== RECORDS FOR THE TASK
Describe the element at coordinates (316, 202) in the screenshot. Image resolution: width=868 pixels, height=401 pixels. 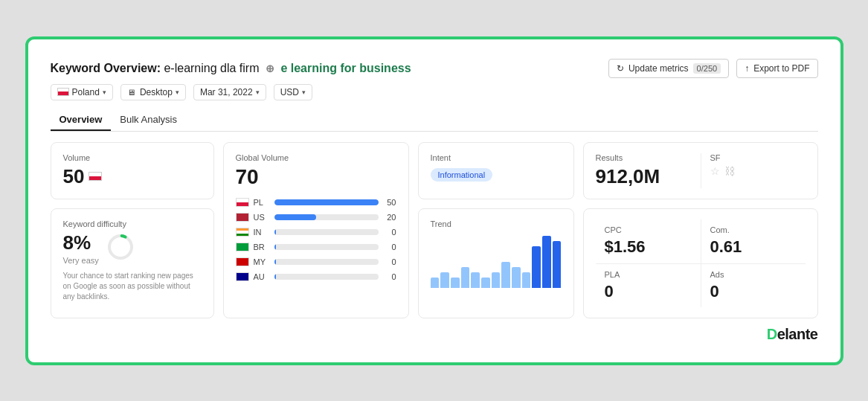
I see `country-row-pl: PL 50` at that location.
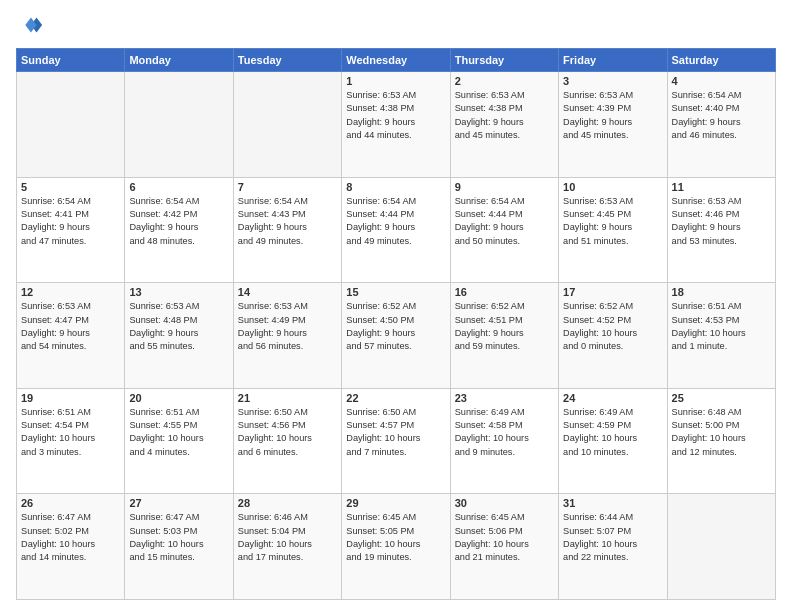 Image resolution: width=792 pixels, height=612 pixels. What do you see at coordinates (612, 432) in the screenshot?
I see `day-info: Sunrise: 6:49 AM Sunset: 4:59 PM Dayligh…` at bounding box center [612, 432].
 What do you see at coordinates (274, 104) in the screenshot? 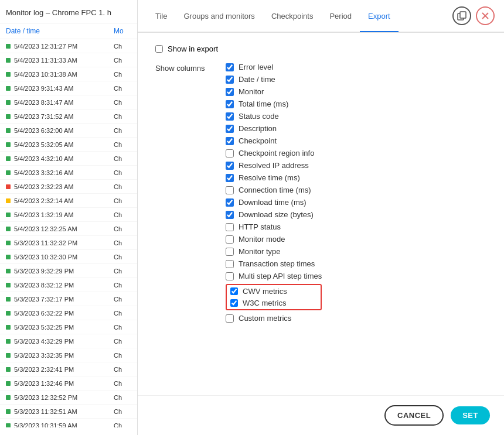
I see `checkbox-row: Total time (ms)` at bounding box center [274, 104].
====
## EXERCISE PROMPT
Reproduce every line above exactly as written, omitting the images.

## TASK OUTPUT
Describe the element at coordinates (316, 202) in the screenshot. Image resolution: width=868 pixels, height=401 pixels. 
I see `country-row-pl: PL 50` at that location.
 Image resolution: width=792 pixels, height=612 pixels. What do you see at coordinates (612, 432) in the screenshot?
I see `day-info: Sunrise: 6:49 AM Sunset: 4:59 PM Dayligh…` at bounding box center [612, 432].
 What do you see at coordinates (274, 104) in the screenshot? 
I see `checkbox-row: Total time (ms)` at bounding box center [274, 104].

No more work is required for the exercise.